Property from a Private Collection, France
47
Graciela Iturbide
Casa de Frida Kahlo, Coyoacán, Mexico
- Estimate
- £20,000 - 30,000
Lot Details
Los Angeles: Rose Gallery, 2007. Six dye transfer prints.
2005
Each 29.8 x 30.2 cm (11 3/4 x 11 7/8 in.)
Each signed, titled, dated and numbered 3/6 in pencil on the verso. Accompanied by a portfolio case and Colophon.
Specialist
Full-Cataloguing
Catalogue Essay
‘I never paint dreams or nightmares. I paint my own reality.’
Frida Kahlo
In 2005, Graciela Iturbide was granted a week’s access to Frida Kahlo’s house in Mexico City where the artist spent most of her life. Immersing herself in Kahlo’s private spaces – the bedroom and bathroom particularly – Iturbide documented the rooms and objects left intact and untouched since the painter’s death. Iturbide photographed the bath, corsets, artificial limbs and other objects, many of which were blood stained or paint splattered. The current lot, a portfolio of six dye transfer prints, is a record of these everyday objects and places that shaped the painter and her canvases.
One of Mexico’s foremost living artists, Graciela Iturbide studied under Manuel Álvarez Bravo at the Centro Universitario de Estudios Cinematográfcos of the Universidad Nacional Autónoma de México and later worked as his assistant. She received the Hasselblad Award in 2008 and has exhibited at the Getty Museum, Los Angeles; the Fundación Mapfre, Madrid; and the Tate Modern, London.
Frida Kahlo
In 2005, Graciela Iturbide was granted a week’s access to Frida Kahlo’s house in Mexico City where the artist spent most of her life. Immersing herself in Kahlo’s private spaces – the bedroom and bathroom particularly – Iturbide documented the rooms and objects left intact and untouched since the painter’s death. Iturbide photographed the bath, corsets, artificial limbs and other objects, many of which were blood stained or paint splattered. The current lot, a portfolio of six dye transfer prints, is a record of these everyday objects and places that shaped the painter and her canvases.

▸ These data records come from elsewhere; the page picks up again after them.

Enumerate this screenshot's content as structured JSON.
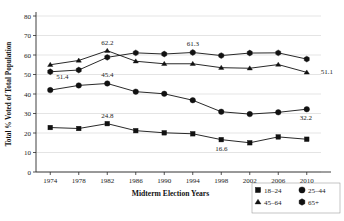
{
  "chart_data": {
    "type": "line",
    "title": "",
    "xlabel": "Midterm Election Years",
    "ylabel": "Total % Voted of Total Population",
    "categories": [
      "1974",
      "1978",
      "1982",
      "1986",
      "1990",
      "1994",
      "1998",
      "2002",
      "2006",
      "2010"
    ],
    "ylim": [
      0,
      80
    ],
    "yticks": [
      "0",
      "10",
      "20",
      "30",
      "40",
      "50",
      "60",
      "70",
      "80"
    ],
    "grid": true,
    "legend_position": "bottom-right",
    "series": [
      {
        "name": "18–24",
        "marker": "square",
        "values": [
          22.8,
          22.3,
          24.8,
          21.2,
          20.1,
          19.6,
          16.6,
          15.0,
          18.0,
          16.8
        ]
      },
      {
        "name": "25–44",
        "marker": "circle",
        "values": [
          42.0,
          44.4,
          45.4,
          41.2,
          40.1,
          36.8,
          30.9,
          29.7,
          30.6,
          32.2
        ]
      },
      {
        "name": "45–64",
        "marker": "triangle",
        "values": [
          55.0,
          57.2,
          62.2,
          56.8,
          55.5,
          55.5,
          53.5,
          53.2,
          55.1,
          51.1
        ]
      },
      {
        "name": "65+",
        "marker": "hexagon",
        "values": [
          51.4,
          52.3,
          58.8,
          61.1,
          60.5,
          61.3,
          59.7,
          61.0,
          61.1,
          57.9
        ]
      }
    ],
    "annotations": [
      {
        "label": "51.4",
        "series": "65+",
        "category": "1974",
        "value": 51.4,
        "dx": 6,
        "dy": 7
      },
      {
        "label": "62.2",
        "series": "45–64",
        "category": "1982",
        "value": 62.2,
        "dx": 0,
        "dy": -6
      },
      {
        "label": "45.4",
        "series": "25–44",
        "category": "1982",
        "value": 45.4,
        "dx": 0,
        "dy": -6
      },
      {
        "label": "24.8",
        "series": "18–24",
        "category": "1982",
        "value": 24.8,
        "dx": 0,
        "dy": -6
      },
      {
        "label": "61.3",
        "series": "65+",
        "category": "1994",
        "value": 61.3,
        "dx": 0,
        "dy": -6
      },
      {
        "label": "16.6",
        "series": "18–24",
        "category": "1998",
        "value": 16.6,
        "dx": 0,
        "dy": 11
      },
      {
        "label": "51.1",
        "series": "45–64",
        "category": "2010",
        "value": 51.1,
        "dx": 14,
        "dy": 2
      },
      {
        "label": "32.2",
        "series": "25–44",
        "category": "2010",
        "value": 32.2,
        "dx": -1,
        "dy": 11
      }
    ]
  },
  "legend": {
    "items": [
      {
        "label": "18–24",
        "marker": "square"
      },
      {
        "label": "25–44",
        "marker": "circle"
      },
      {
        "label": "45–64",
        "marker": "triangle"
      },
      {
        "label": "65+",
        "marker": "hexagon"
      }
    ]
  },
  "colors": {
    "series": "#111111",
    "grid": "#c9c9c9",
    "axis": "#2a2a2a",
    "background": "#ffffff",
    "text": "#1a1a1a"
  }
}
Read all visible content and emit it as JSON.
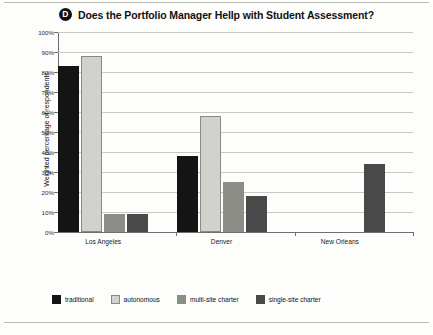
{
  "figure": {
    "panel_letter": "D",
    "title": "Does the Portfolio Manager Hellp with Student Assessment?"
  },
  "axes": {
    "y_title": "Weighted percentage of respondents",
    "y_ticks": [
      "100%",
      "90%",
      "80%",
      "70%",
      "60%",
      "50%",
      "40%",
      "30%",
      "20%",
      "10%",
      "0%"
    ]
  },
  "legend": {
    "items": [
      {
        "label": "traditional",
        "color": "#141414"
      },
      {
        "label": "autonomous",
        "color": "#d2d2cd"
      },
      {
        "label": "multi-site charter",
        "color": "#8d8d88"
      },
      {
        "label": "single-site charter",
        "color": "#494949"
      }
    ]
  },
  "chart_data": {
    "type": "bar",
    "title": "Does the Portfolio Manager Hellp with Student Assessment?",
    "xlabel": "",
    "ylabel": "Weighted percentage of respondents",
    "ylim": [
      0,
      100
    ],
    "ytick_step": 10,
    "grid": true,
    "legend_position": "bottom",
    "categories": [
      "Los Angeles",
      "Denver",
      "New Orleans"
    ],
    "series": [
      {
        "name": "traditional",
        "color": "#141414",
        "values": [
          83,
          38,
          null
        ]
      },
      {
        "name": "autonomous",
        "color": "#d2d2cd",
        "values": [
          88,
          58,
          null
        ]
      },
      {
        "name": "multi-site charter",
        "color": "#8d8d88",
        "values": [
          9,
          25,
          null
        ]
      },
      {
        "name": "single-site charter",
        "color": "#494949",
        "values": [
          9,
          18,
          34
        ]
      }
    ]
  }
}
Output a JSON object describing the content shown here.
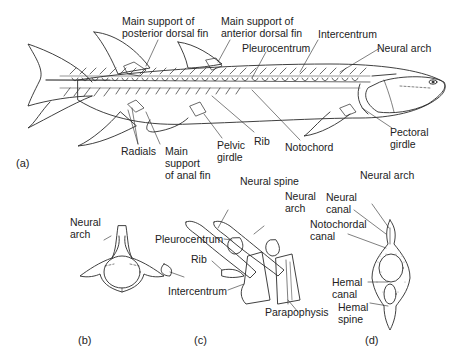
{
  "figure": {
    "panels": {
      "a": "(a)",
      "b": "(b)",
      "c": "(c)",
      "d": "(d)"
    },
    "a_labels": {
      "posterior_dorsal_1": "Main support of",
      "posterior_dorsal_2": "posterior dorsal fin",
      "anterior_dorsal_1": "Main support of",
      "anterior_dorsal_2": "anterior dorsal fin",
      "intercentrum": "Intercentrum",
      "pleurocentrum": "Pleurocentrum",
      "neural_arch": "Neural arch",
      "radials": "Radials",
      "anal_1": "Main",
      "anal_2": "support",
      "anal_3": "of anal fin",
      "pelvic_1": "Pelvic",
      "pelvic_2": "girdle",
      "rib": "Rib",
      "notochord": "Notochord",
      "pectoral_1": "Pectoral",
      "pectoral_2": "girdle"
    },
    "b_labels": {
      "neural_arch_1": "Neural",
      "neural_arch_2": "arch"
    },
    "c_labels": {
      "neural_spine": "Neural spine",
      "neural_arch_1": "Neural",
      "neural_arch_2": "arch",
      "pleurocentrum": "Pleurocentrum",
      "rib": "Rib",
      "intercentrum": "Intercentrum",
      "parapophysis": "Parapophysis"
    },
    "d_labels": {
      "neural_arch": "Neural arch",
      "neural_canal_1": "Neural",
      "neural_canal_2": "canal",
      "notochordal_1": "Notochordal",
      "notochordal_2": "canal",
      "hemal_canal_1": "Hemal",
      "hemal_canal_2": "canal",
      "hemal_spine_1": "Hemal",
      "hemal_spine_2": "spine"
    },
    "colors": {
      "line": "#2a2a2a",
      "stipple": "#9a9a9a",
      "background": "#ffffff"
    }
  }
}
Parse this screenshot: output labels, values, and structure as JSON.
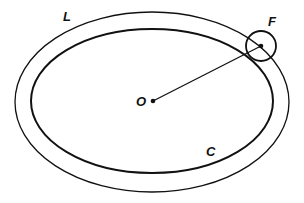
{
  "diagram": {
    "labels": {
      "L": "L",
      "F": "F",
      "O": "O",
      "C": "C"
    },
    "colors": {
      "stroke": "#111111",
      "background": "#ffffff"
    },
    "shapes": {
      "outer_ellipse": {
        "name": "L",
        "cx": 152,
        "cy": 102,
        "rx": 137,
        "ry": 90
      },
      "inner_ellipse": {
        "name": "C",
        "cx": 152,
        "cy": 101,
        "rx": 121,
        "ry": 72
      },
      "center_point": {
        "name": "O",
        "x": 153,
        "y": 101
      },
      "small_circle": {
        "name": "F",
        "cx": 261,
        "cy": 46,
        "r": 15
      },
      "radius_line": {
        "from": "O",
        "to": "F"
      }
    }
  }
}
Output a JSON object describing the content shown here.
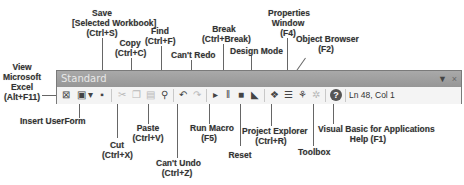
{
  "toolbar": {
    "title": "Standard",
    "controls": {
      "dropdown_glyph": "▼",
      "close_glyph": "×"
    },
    "status": "Ln 48, Col 1",
    "buttons": [
      {
        "id": "view-excel",
        "icon": "excel-icon",
        "glyph": "⊠",
        "enabled": true
      },
      {
        "id": "insert-userform",
        "icon": "userform-icon",
        "glyph": "▣",
        "enabled": true
      },
      {
        "id": "insert-dropdown",
        "icon": "chevron-down-icon",
        "glyph": "▾",
        "enabled": true
      },
      {
        "id": "save",
        "icon": "save-icon",
        "glyph": "▪",
        "enabled": true
      },
      {
        "id": "cut",
        "icon": "scissors-icon",
        "glyph": "✂",
        "enabled": false
      },
      {
        "id": "copy",
        "icon": "copy-icon",
        "glyph": "❐",
        "enabled": false
      },
      {
        "id": "paste",
        "icon": "paste-icon",
        "glyph": "▤",
        "enabled": false
      },
      {
        "id": "find",
        "icon": "binoculars-icon",
        "glyph": "⚲",
        "enabled": true
      },
      {
        "id": "undo",
        "icon": "undo-icon",
        "glyph": "↶",
        "enabled": true
      },
      {
        "id": "redo",
        "icon": "redo-icon",
        "glyph": "↷",
        "enabled": false
      },
      {
        "id": "run",
        "icon": "play-icon",
        "glyph": "▸",
        "enabled": true
      },
      {
        "id": "break",
        "icon": "pause-icon",
        "glyph": "‖",
        "enabled": true
      },
      {
        "id": "reset",
        "icon": "stop-icon",
        "glyph": "■",
        "enabled": true
      },
      {
        "id": "design-mode",
        "icon": "design-mode-icon",
        "glyph": "◣",
        "enabled": true
      },
      {
        "id": "project-explorer",
        "icon": "project-explorer-icon",
        "glyph": "❖",
        "enabled": true
      },
      {
        "id": "properties",
        "icon": "properties-icon",
        "glyph": "☰",
        "enabled": true
      },
      {
        "id": "object-browser",
        "icon": "object-browser-icon",
        "glyph": "⚘",
        "enabled": true
      },
      {
        "id": "toolbox",
        "icon": "toolbox-icon",
        "glyph": "✲",
        "enabled": false
      },
      {
        "id": "help",
        "icon": "help-icon",
        "glyph": "?",
        "enabled": true
      }
    ]
  },
  "callouts": {
    "view_excel": [
      "View",
      "Microsoft",
      "Excel",
      "(Alt+F11)"
    ],
    "save": [
      "Save",
      "[Selected Workbook]",
      "(Ctrl+S)"
    ],
    "copy": [
      "Copy",
      "(Ctrl+C)"
    ],
    "find": [
      "Find",
      "(Ctrl+F)"
    ],
    "cant_redo": [
      "Can't Redo"
    ],
    "break": [
      "Break",
      "(Ctrl+Break)"
    ],
    "design_mode": [
      "Design Mode"
    ],
    "properties": [
      "Properties",
      "Window",
      "(F4)"
    ],
    "object_browser": [
      "Object Browser",
      "(F2)"
    ],
    "insert_userform": [
      "Insert UserForm"
    ],
    "cut": [
      "Cut",
      "(Ctrl+X)"
    ],
    "paste": [
      "Paste",
      "(Ctrl+V)"
    ],
    "cant_undo": [
      "Can't Undo",
      "(Ctrl+Z)"
    ],
    "run_macro": [
      "Run Macro",
      "(F5)"
    ],
    "reset": [
      "Reset"
    ],
    "project_explorer": [
      "Project Explorer",
      "(Ctrl+R)"
    ],
    "toolbox": [
      "Toolbox"
    ],
    "vba_help": [
      "Visual Basic for Applications",
      "Help (F1)"
    ]
  }
}
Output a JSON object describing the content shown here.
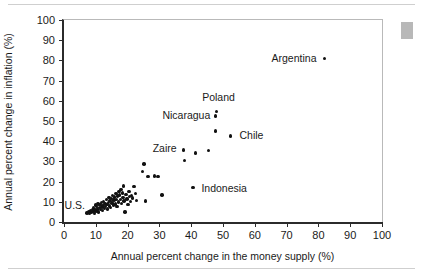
{
  "figure": {
    "background_color": "#ffffff",
    "rule_color": "#cfcfcf",
    "marker_color": "#b8b8b8",
    "point_color": "#111111",
    "axis_color": "#2b2b2b"
  },
  "chart_data": {
    "type": "scatter",
    "title": "",
    "xlabel": "Annual percent change in the money supply (%)",
    "ylabel": "Annual percent change in inflation (%)",
    "xlim": [
      0,
      100
    ],
    "ylim": [
      0,
      100
    ],
    "xticks": [
      0,
      10,
      20,
      30,
      40,
      50,
      60,
      70,
      80,
      90,
      100
    ],
    "yticks": [
      0,
      10,
      20,
      30,
      40,
      50,
      60,
      70,
      80,
      90,
      100
    ],
    "grid": false,
    "legend": null,
    "series": [
      {
        "name": "countries",
        "points": [
          [
            7.2,
            4.4
          ],
          [
            7.8,
            5.0
          ],
          [
            8.1,
            4.1
          ],
          [
            8.4,
            5.6
          ],
          [
            8.6,
            4.6
          ],
          [
            8.9,
            6.2
          ],
          [
            9.1,
            5.2
          ],
          [
            9.3,
            7.0
          ],
          [
            9.5,
            4.2
          ],
          [
            9.7,
            6.0
          ],
          [
            9.9,
            8.4
          ],
          [
            10.1,
            5.4
          ],
          [
            10.3,
            7.6
          ],
          [
            10.5,
            6.4
          ],
          [
            10.7,
            9.0
          ],
          [
            10.9,
            5.0
          ],
          [
            11.1,
            7.2
          ],
          [
            11.3,
            8.8
          ],
          [
            11.5,
            6.2
          ],
          [
            11.7,
            9.6
          ],
          [
            11.9,
            7.4
          ],
          [
            12.1,
            5.8
          ],
          [
            12.3,
            8.2
          ],
          [
            12.5,
            10.2
          ],
          [
            12.7,
            6.8
          ],
          [
            12.9,
            9.2
          ],
          [
            13.1,
            7.8
          ],
          [
            13.3,
            11.0
          ],
          [
            13.5,
            8.6
          ],
          [
            13.7,
            6.4
          ],
          [
            13.9,
            9.8
          ],
          [
            14.1,
            12.0
          ],
          [
            14.3,
            8.0
          ],
          [
            14.5,
            10.6
          ],
          [
            14.7,
            7.2
          ],
          [
            14.9,
            11.6
          ],
          [
            15.1,
            9.4
          ],
          [
            15.3,
            13.0
          ],
          [
            15.5,
            8.4
          ],
          [
            15.7,
            10.8
          ],
          [
            15.9,
            12.4
          ],
          [
            16.1,
            9.0
          ],
          [
            16.3,
            14.0
          ],
          [
            16.5,
            11.2
          ],
          [
            16.7,
            7.8
          ],
          [
            16.9,
            12.8
          ],
          [
            17.1,
            10.0
          ],
          [
            17.3,
            15.2
          ],
          [
            17.5,
            13.4
          ],
          [
            17.7,
            11.0
          ],
          [
            17.9,
            16.0
          ],
          [
            18.1,
            9.2
          ],
          [
            18.3,
            14.4
          ],
          [
            18.5,
            12.2
          ],
          [
            18.7,
            17.8
          ],
          [
            18.9,
            10.4
          ],
          [
            19.2,
            5.0
          ],
          [
            19.5,
            13.6
          ],
          [
            19.8,
            11.4
          ],
          [
            20.1,
            8.6
          ],
          [
            20.4,
            15.0
          ],
          [
            20.6,
            12.6
          ],
          [
            20.9,
            10.2
          ],
          [
            21.2,
            13.2
          ],
          [
            21.6,
            11.8
          ],
          [
            22.0,
            17.6
          ],
          [
            22.4,
            14.2
          ],
          [
            22.8,
            10.6
          ],
          [
            24.6,
            25.0
          ],
          [
            25.2,
            28.8
          ],
          [
            26.4,
            22.6
          ],
          [
            28.4,
            22.8
          ],
          [
            29.6,
            22.6
          ],
          [
            25.6,
            10.4
          ],
          [
            30.8,
            13.4
          ],
          [
            37.8,
            30.6
          ],
          [
            37.6,
            35.6
          ],
          [
            41.4,
            34.2
          ],
          [
            45.4,
            35.4
          ],
          [
            40.6,
            17.0
          ],
          [
            47.6,
            52.4
          ],
          [
            47.9,
            54.6
          ],
          [
            47.6,
            45.0
          ],
          [
            52.4,
            42.6
          ],
          [
            82.0,
            81.0
          ]
        ]
      }
    ],
    "annotations": [
      {
        "text": "U.S.",
        "x": 6.6,
        "y": 8.6,
        "anchor": "left"
      },
      {
        "text": "Zaire",
        "x": 35.4,
        "y": 36.4,
        "anchor": "left"
      },
      {
        "text": "Nicaragua",
        "x": 46.0,
        "y": 53.2,
        "anchor": "left"
      },
      {
        "text": "Poland",
        "x": 48.6,
        "y": 59.0,
        "anchor": "above"
      },
      {
        "text": "Chile",
        "x": 55.2,
        "y": 43.0,
        "anchor": "right"
      },
      {
        "text": "Indonesia",
        "x": 43.2,
        "y": 17.0,
        "anchor": "right"
      },
      {
        "text": "Argentina",
        "x": 79.4,
        "y": 81.0,
        "anchor": "left"
      }
    ]
  }
}
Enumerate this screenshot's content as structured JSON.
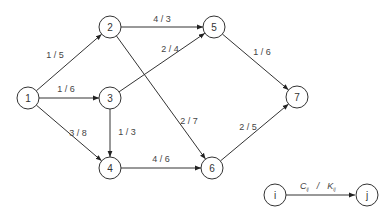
{
  "diagram": {
    "type": "network-graph",
    "nodes": [
      {
        "id": "1",
        "label": "1",
        "x": 28,
        "y": 98
      },
      {
        "id": "2",
        "label": "2",
        "x": 110,
        "y": 27
      },
      {
        "id": "3",
        "label": "3",
        "x": 110,
        "y": 98
      },
      {
        "id": "4",
        "label": "4",
        "x": 110,
        "y": 168
      },
      {
        "id": "5",
        "label": "5",
        "x": 214,
        "y": 27
      },
      {
        "id": "6",
        "label": "6",
        "x": 212,
        "y": 168
      },
      {
        "id": "7",
        "label": "7",
        "x": 297,
        "y": 97
      }
    ],
    "edges": [
      {
        "from": "1",
        "to": "2",
        "label": "1 / 5",
        "lx": 55,
        "ly": 58
      },
      {
        "from": "1",
        "to": "3",
        "label": "1 / 6",
        "lx": 66,
        "ly": 92
      },
      {
        "from": "1",
        "to": "4",
        "label": "3 / 8",
        "lx": 78,
        "ly": 136
      },
      {
        "from": "2",
        "to": "5",
        "label": "4 / 3",
        "lx": 162,
        "ly": 22
      },
      {
        "from": "2",
        "to": "6",
        "label": "2 / 7",
        "lx": 189,
        "ly": 124
      },
      {
        "from": "3",
        "to": "5",
        "label": "2 / 4",
        "lx": 170,
        "ly": 52
      },
      {
        "from": "3",
        "to": "4",
        "label": "1 / 3",
        "lx": 127,
        "ly": 135
      },
      {
        "from": "4",
        "to": "6",
        "label": "4 / 6",
        "lx": 161,
        "ly": 162
      },
      {
        "from": "5",
        "to": "7",
        "label": "1 / 6",
        "lx": 262,
        "ly": 55
      },
      {
        "from": "6",
        "to": "7",
        "label": "2 / 5",
        "lx": 248,
        "ly": 130
      }
    ]
  },
  "legend": {
    "from_label": "i",
    "to_label": "j",
    "edge_label_c": "C",
    "edge_label_c_sub": "ij",
    "separator": "/",
    "edge_label_k": "K",
    "edge_label_k_sub": "ij"
  }
}
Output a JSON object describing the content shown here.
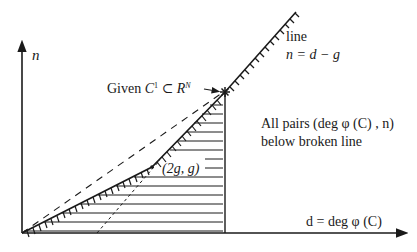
{
  "diagram": {
    "axes": {
      "y_label": "n",
      "x_label": "d = deg φ (C)"
    },
    "annotations": {
      "line_label": "line",
      "line_equation": "n = d − g",
      "given_prefix": "Given ",
      "given_c": "C",
      "given_c_sup": "1",
      "given_subset": " ⊂ ",
      "given_r": "R",
      "given_r_sup": "N",
      "kink_point": "(2g, g)",
      "region_text_line1": "All pairs (deg φ (C) , n)",
      "region_text_line2": "below broken line"
    },
    "colors": {
      "ink": "#1a1a1a",
      "background": "#ffffff"
    }
  }
}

One of Mexico’s foremost living artists, Graciela Iturbide studied under Manuel Álvarez Bravo at the Centro Universitario de Estudios Cinematográfcos of the Universidad Nacional Autónoma de México and later worked as his assistant. She received the Hasselblad Award in 2008 and has exhibited at the Getty Museum, Los Angeles; the Fundación Mapfre, Madrid; and the Tate Modern, London.
Provenance
Exhibited
Literature
Graciela Iturbide
Mexican | 1942One of Mexico’s foremost living artists, Graciela Iturbide challenges national stereotypes in her photography, documenting the lives of the indigenous population of her native Mexico. She studied under Manuel Álvarez Bravo at the Centro Universitario de Estudios Cinematográficos, part of the Universidad Nacional Autónoma de México, and later worked as his assistant. Iturbide has received multiple awards, including a Guggenheim Fellowship in 1988, the Hasselblad Award in 2008 and the PHotoEspaña Award in 2010. Her work has been exhibited at the J. Paul Getty Museum, Los Angeles; Fundación MAPFRE, Madrid; and Tate Modern, London.